Saturday, September 15, 2012

The Film Rolls No More


When the IBM PC was introduced in the early 1980's the component cost of the 5 1/4" floppy drive was about $550. After some initial rapid cost reductions and a format change (with a capacity increase) around 1987, the device settled into a very regular 18% per year cost reduction. Although there were some attempts to expand the device capacity at the end of its life, the floppy basically relied on predictable annual cost reductions to remain on the PC platform. The image to the side is from an old technical paper of mine on integrated optics. Being partly a mechanical device and flash being made by photolithograpy, it was a matter of time before flash replaced the floppy; but floppies did not live that long and flash thumb drives are now used like floppies were although I am still waiting for AOL to start sending me dozens of free thumb drives in the mail. (Before net connections were standard, AOL used to send out its net connection software on floppy disk to anyone that they remotely thought might have a computer.)

Floppies were cheap enough to be considered free but lacked the capacity of a hard drive or tape. However, like tape, it was removable from the device and made for easy transfer of data from one machine to another. But therein lies the rub. Removable media are more a form of communications than they are of storage. Though the floppy was, in some ways competing with tape or a hard drive, the real competition was the internet. As files grew bigger and the internet grew more capable there was no longer any point to having a floppy disk. About the same time floppies were going away, optical discs (with a c) were on the rise. Optical discs were cheaper and much higher capacity. However, advancement of the internet and of wireless capacity has been relentless. Even the cheapest DVDs and Blu Rays today come with a WiFi connection standard and increasingly rarely get used to actually play discs.

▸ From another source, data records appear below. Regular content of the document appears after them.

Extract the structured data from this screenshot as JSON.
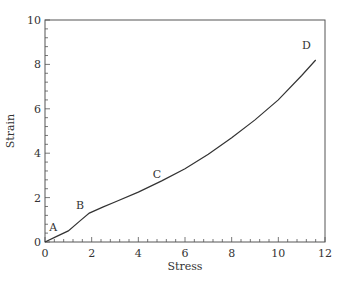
{
  "chart_data": {
    "type": "line",
    "title": "",
    "xlabel": "Stress",
    "ylabel": "Strain",
    "xlim": [
      0,
      12
    ],
    "ylim": [
      0,
      10
    ],
    "grid": false,
    "legend": null,
    "x_ticks": [
      0,
      2,
      4,
      6,
      8,
      10,
      12
    ],
    "y_ticks": [
      0,
      2,
      4,
      6,
      8,
      10
    ],
    "series": [
      {
        "name": "strain-stress curve",
        "x": [
          0,
          0.5,
          1.0,
          1.5,
          1.9,
          2.5,
          3.0,
          4.0,
          5.0,
          6.0,
          7.0,
          8.0,
          9.0,
          10.0,
          11.0,
          11.6
        ],
        "y": [
          0,
          0.25,
          0.5,
          0.95,
          1.3,
          1.58,
          1.8,
          2.25,
          2.75,
          3.3,
          3.95,
          4.7,
          5.5,
          6.4,
          7.5,
          8.2
        ]
      }
    ],
    "annotations": [
      {
        "text": "A",
        "x": 0.35,
        "y": 0.5
      },
      {
        "text": "B",
        "x": 1.5,
        "y": 1.5
      },
      {
        "text": "C",
        "x": 4.8,
        "y": 2.9
      },
      {
        "text": "D",
        "x": 11.2,
        "y": 8.7
      }
    ]
  }
}
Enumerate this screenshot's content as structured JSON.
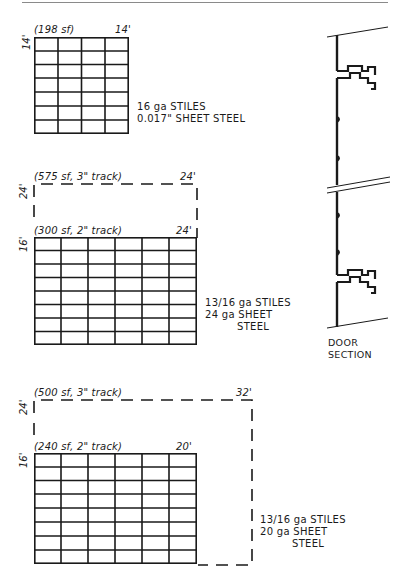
{
  "header_rule": {
    "color": "#8a8a8a"
  },
  "panels": [
    {
      "id": "panel-1",
      "area_label": "(198 sf)",
      "width_label": "14'",
      "height_label": "14'",
      "grid": {
        "columns": 4,
        "rows": 7
      },
      "spec": [
        "16 ga STILES",
        "0.017\" SHEET STEEL"
      ]
    },
    {
      "id": "panel-2",
      "outer": {
        "area_label": "(575 sf, 3\" track)",
        "width_label": "24'",
        "height_label": "24'"
      },
      "area_label": "(300 sf, 2\" track)",
      "width_label": "24'",
      "height_label": "16'",
      "grid": {
        "columns": 6,
        "rows": 8
      },
      "spec": [
        "13/16 ga STILES",
        "24 ga SHEET",
        "STEEL"
      ]
    },
    {
      "id": "panel-3",
      "outer": {
        "area_label": "(500 sf, 3\" track)",
        "width_label": "32'",
        "height_label": "24'"
      },
      "area_label": "(240 sf, 2\" track)",
      "width_label": "20'",
      "height_label": "16'",
      "grid": {
        "columns": 6,
        "rows": 8
      },
      "spec": [
        "13/16 ga STILES",
        "20 ga SHEET",
        "STEEL"
      ]
    }
  ],
  "door_section": {
    "caption": [
      "DOOR",
      "SECTION"
    ]
  },
  "colors": {
    "ink": "#1a1a1a",
    "rule": "#8a8a8a"
  }
}
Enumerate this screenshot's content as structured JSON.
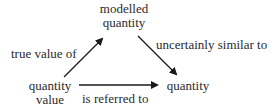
{
  "nodes": {
    "modelled_quantity": {
      "lines": [
        "modelled",
        "quantity"
      ]
    },
    "quantity_value": {
      "lines": [
        "quantity",
        "value"
      ]
    },
    "quantity": {
      "lines": [
        "quantity"
      ]
    }
  },
  "edges": {
    "true_value_of": {
      "label": "true value of",
      "from": "quantity value",
      "to": "modelled quantity"
    },
    "uncertainly_similar_to": {
      "label": "uncertainly similar to",
      "from": "modelled quantity",
      "to": "quantity"
    },
    "is_referred_to": {
      "label": "is referred to",
      "from": "quantity value",
      "to": "quantity"
    }
  },
  "colors": {
    "text": "#2b2b2b",
    "arrow": "#1a1a1a",
    "background": "#ffffff"
  }
}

Tape has disappeared as well. Hard drives were on a steeper cost curve and tapes inability to do random access did it in. AS on the PC platform, Tape's optical cousin, film, survived for much longer having inherently much higher data capacity. However,Fuji is now discontinuing its motion picture film business, shortly after Kodak announced its exit from the business as well. Although the decision may be credited to a general trend to have everything digital, end to end, it is really the low cost of digital transport rather than any cost advantage of digital storage. It was the combination of cheap hard drive storage and vanishingly small data delivery (as opposed to carting around 100 pound rolls of film) that spelled the end for film at the movie theater.

Film, of course, is not disappearing completely. Very high end theatrical projection such as Imax will continue as film is still top end as a theatrical display technology rather than as a communications or storage device. I earlier published a list of my favorite display related movies. There were only 9 in my top ten. Cinema Paradiso is my #10. Here's to film.

Fine

Brick and Mortar gets a Boost


Three recent stories give some solace for the brick and mortar (B&M) retailers: Showrooming Debunked By Sales Data: CEA, Sun Sets on Endless E-Commerce Summer as Sales Tax Comes to Amazon, LG Switching To A “One Price” On-Line Policy for HDTV, Blu-ray Players and More. The CEA data is a bit suspect as the internal figures given in the story don't reconcile. However, assuming that the CEA has it reasonably accurate, showrooming is not as big of a problem as was suspected, and the playing field between B&Ms and on-line has shifted in the B&Ms favor.